Coronavirus Spread in Tennessee, Despite State Paying for Covid-19 Testing – The New York Times

Coronavirus Spread in Tennessee, Despite State Paying for Covid-19 Testing  The New York Times

Tennessee’s governor said anyone in his state could be tested for the coronavirus, and the state would pay. That did not stop the virus from roaring back.

A coronavirus testing center at Nissan Stadium in Nashville.Credit…Brett Carlsen for The New York Times

WASHINGTON — As the United States struggled with coronavirus testing this spring, Tennessee was the rare state that lived up to President Trump’s promise that “anybody that wants a test can get a test.” Gov. Bill Lee announced in mid-April that any Tennessean could get tested — regardless of symptoms — and that the state would pay for it.

“Testing may be the most important thing in addressing the unknown,” Mr. Lee, a Republican, said in an interview in early June. Decisions, he said, should be based on “real information.”

But that real information is now telling the state’s leadership a story it most likely did not want to hear: As in much of the South and West, Tennessee is awash in confirmed cases, and testing has proved no match for the coronavirus once it overwhelms local governments’ abilities to trace an infected person’s contacts and forces those who were exposed to self-quarantine.

Tennessee is far from the only state to discover that despite Mr. Trump’s hype — he boasted on Monday on Twitter: “our great testing program continues to lead the World, by FAR!” — coronavirus testing is not a miracle path to a safe reopening.

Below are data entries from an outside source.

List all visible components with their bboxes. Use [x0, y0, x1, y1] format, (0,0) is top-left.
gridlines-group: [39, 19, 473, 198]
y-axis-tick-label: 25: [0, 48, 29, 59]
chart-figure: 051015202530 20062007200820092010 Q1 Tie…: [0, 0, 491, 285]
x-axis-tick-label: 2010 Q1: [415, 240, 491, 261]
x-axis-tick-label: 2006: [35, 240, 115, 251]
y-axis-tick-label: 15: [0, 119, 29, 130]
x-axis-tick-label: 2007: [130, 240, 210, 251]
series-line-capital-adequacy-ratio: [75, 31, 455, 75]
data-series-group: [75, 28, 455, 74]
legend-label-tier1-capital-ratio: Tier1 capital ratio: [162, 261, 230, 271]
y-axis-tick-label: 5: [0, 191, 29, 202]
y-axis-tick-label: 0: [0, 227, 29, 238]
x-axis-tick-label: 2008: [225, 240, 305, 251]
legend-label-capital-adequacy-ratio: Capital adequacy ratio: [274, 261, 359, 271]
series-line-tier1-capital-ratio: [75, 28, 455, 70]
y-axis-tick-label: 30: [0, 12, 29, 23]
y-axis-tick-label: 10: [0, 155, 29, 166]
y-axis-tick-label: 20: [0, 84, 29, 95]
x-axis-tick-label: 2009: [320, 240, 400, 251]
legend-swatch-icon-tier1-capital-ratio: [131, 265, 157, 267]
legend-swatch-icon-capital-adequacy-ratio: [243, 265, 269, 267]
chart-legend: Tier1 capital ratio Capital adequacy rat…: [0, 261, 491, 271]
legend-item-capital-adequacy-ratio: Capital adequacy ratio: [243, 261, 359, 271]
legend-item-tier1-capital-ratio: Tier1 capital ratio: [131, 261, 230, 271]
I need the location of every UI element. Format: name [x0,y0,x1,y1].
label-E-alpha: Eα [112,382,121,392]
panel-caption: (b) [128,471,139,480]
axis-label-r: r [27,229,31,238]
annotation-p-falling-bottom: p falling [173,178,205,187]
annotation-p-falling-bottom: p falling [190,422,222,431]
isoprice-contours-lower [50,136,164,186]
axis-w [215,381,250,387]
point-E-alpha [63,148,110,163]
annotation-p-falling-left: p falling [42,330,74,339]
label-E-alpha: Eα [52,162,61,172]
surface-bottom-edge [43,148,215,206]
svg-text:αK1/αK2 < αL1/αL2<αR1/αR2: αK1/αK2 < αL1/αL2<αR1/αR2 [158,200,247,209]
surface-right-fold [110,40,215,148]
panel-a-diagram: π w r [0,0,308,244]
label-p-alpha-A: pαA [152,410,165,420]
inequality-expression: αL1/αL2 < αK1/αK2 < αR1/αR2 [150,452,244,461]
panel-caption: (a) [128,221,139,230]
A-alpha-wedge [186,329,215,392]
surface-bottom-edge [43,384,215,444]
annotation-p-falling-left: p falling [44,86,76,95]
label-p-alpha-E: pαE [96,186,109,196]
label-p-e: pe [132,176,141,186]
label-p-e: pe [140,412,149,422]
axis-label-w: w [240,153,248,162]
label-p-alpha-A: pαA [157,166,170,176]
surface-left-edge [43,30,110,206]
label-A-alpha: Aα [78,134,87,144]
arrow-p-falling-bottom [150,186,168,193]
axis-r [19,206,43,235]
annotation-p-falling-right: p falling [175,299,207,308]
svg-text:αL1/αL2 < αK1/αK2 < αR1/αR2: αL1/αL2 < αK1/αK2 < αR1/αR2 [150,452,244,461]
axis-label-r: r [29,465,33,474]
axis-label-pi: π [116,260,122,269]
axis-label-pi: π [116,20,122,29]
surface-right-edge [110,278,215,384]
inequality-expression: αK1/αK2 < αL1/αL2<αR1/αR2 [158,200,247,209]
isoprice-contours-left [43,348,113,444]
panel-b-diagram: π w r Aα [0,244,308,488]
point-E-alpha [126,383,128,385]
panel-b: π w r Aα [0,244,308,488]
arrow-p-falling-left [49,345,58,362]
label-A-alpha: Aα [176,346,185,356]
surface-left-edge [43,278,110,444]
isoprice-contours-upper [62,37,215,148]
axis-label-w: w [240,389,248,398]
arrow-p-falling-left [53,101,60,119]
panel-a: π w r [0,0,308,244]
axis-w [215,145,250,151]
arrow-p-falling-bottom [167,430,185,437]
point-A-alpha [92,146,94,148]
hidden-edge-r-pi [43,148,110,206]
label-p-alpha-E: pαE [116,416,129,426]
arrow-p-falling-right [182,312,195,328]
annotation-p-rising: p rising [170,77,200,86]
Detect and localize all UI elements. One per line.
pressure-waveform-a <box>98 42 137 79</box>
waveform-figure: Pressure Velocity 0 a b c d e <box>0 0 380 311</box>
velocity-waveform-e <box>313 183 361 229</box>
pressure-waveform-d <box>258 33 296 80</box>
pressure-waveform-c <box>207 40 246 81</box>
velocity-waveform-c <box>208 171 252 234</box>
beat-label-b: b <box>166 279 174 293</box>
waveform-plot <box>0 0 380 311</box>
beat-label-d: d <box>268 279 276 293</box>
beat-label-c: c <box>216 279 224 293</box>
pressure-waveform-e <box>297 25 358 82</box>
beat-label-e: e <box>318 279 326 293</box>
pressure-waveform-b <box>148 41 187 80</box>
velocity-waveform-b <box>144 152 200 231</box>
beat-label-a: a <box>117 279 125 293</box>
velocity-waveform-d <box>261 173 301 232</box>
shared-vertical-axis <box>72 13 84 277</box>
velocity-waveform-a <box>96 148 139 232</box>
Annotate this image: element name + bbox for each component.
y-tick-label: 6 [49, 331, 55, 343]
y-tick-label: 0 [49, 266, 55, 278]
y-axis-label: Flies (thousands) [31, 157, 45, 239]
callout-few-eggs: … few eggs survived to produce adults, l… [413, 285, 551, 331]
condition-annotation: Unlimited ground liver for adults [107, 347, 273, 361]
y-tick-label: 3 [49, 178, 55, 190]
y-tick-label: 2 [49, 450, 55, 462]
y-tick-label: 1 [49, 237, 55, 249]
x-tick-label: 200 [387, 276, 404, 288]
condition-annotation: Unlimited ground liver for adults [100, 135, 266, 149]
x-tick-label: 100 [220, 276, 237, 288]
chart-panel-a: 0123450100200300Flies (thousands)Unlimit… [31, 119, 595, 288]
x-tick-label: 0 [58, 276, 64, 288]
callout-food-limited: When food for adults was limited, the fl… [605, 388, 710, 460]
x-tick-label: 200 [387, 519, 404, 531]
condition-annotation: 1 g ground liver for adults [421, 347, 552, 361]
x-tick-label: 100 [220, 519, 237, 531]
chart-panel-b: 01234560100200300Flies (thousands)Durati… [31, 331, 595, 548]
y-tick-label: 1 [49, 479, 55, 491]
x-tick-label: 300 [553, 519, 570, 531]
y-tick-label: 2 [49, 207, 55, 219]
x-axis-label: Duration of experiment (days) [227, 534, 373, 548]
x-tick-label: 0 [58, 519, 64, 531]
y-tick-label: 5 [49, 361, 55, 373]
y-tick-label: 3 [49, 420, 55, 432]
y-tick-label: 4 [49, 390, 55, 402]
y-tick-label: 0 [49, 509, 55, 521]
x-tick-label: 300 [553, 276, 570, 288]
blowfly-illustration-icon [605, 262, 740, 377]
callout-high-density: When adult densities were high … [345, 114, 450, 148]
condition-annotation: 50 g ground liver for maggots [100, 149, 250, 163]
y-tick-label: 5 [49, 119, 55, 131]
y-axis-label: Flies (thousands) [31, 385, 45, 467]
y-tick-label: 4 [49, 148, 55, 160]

As the nation faces a new shortage of tests, Tennessee’s experiences offer a cautionary tale about the limits of testing.

In Georgia, Gov. Brian Kemp, a Republican, expanded testing in early May and urged all residents to make appointments; in Oklahoma, Gov. Kevin Stitt, a Republican, did much the same thing. In Ohio, Gov. Mike DeWine announced on June 11 that any Ohioan could get a test; he and his wife, Fran DeWine, along with the state’s lieutenant governor, Jon Husted, took tests at a news conference as a way of encouraging others to do so. Each state has since had a sharp increase in confirmed infections.

“This was just as predictable as buying snow tires in June for your car in Minnesota,” said Dr. Michael T. Osterholm, the director of the Center for Infectious Disease Research and Policy at the University of Minnesota. “You know December is coming.”

The Trump administration announced on Tuesday that it would start offering free coronavirus testing in three cities — Jacksonville, Fla.; Baton Rouge, La.; and Edinburg, Texas — as part of a new “surge testing” program to support communities identified as hot spots.

But even as he made the announcement, Adm. Brett P. Giroir, the assistant secretary of health, sounded a note of caution, warning that testing without other public health interventions — contact tracing, isolating the sick, social distancing and wearing masks — would be of little use.

“We cannot test our way out of this,” he told reporters, adding, “Testing alone is almost never the answer.”

To be sure, some states that have carried out aggressive testing programs are faring well. Rhode Island has been a national leader, testing 236 out of every 1,000 people — far more than any other state, according to the Kaiser Family Foundation. Its positivity rate — the share of tests coming back positive, a key indicator of whether a state is doing enough testing to keep the virus in check — is 1.8 percent, well below the target of 5 percent or less set by public health experts.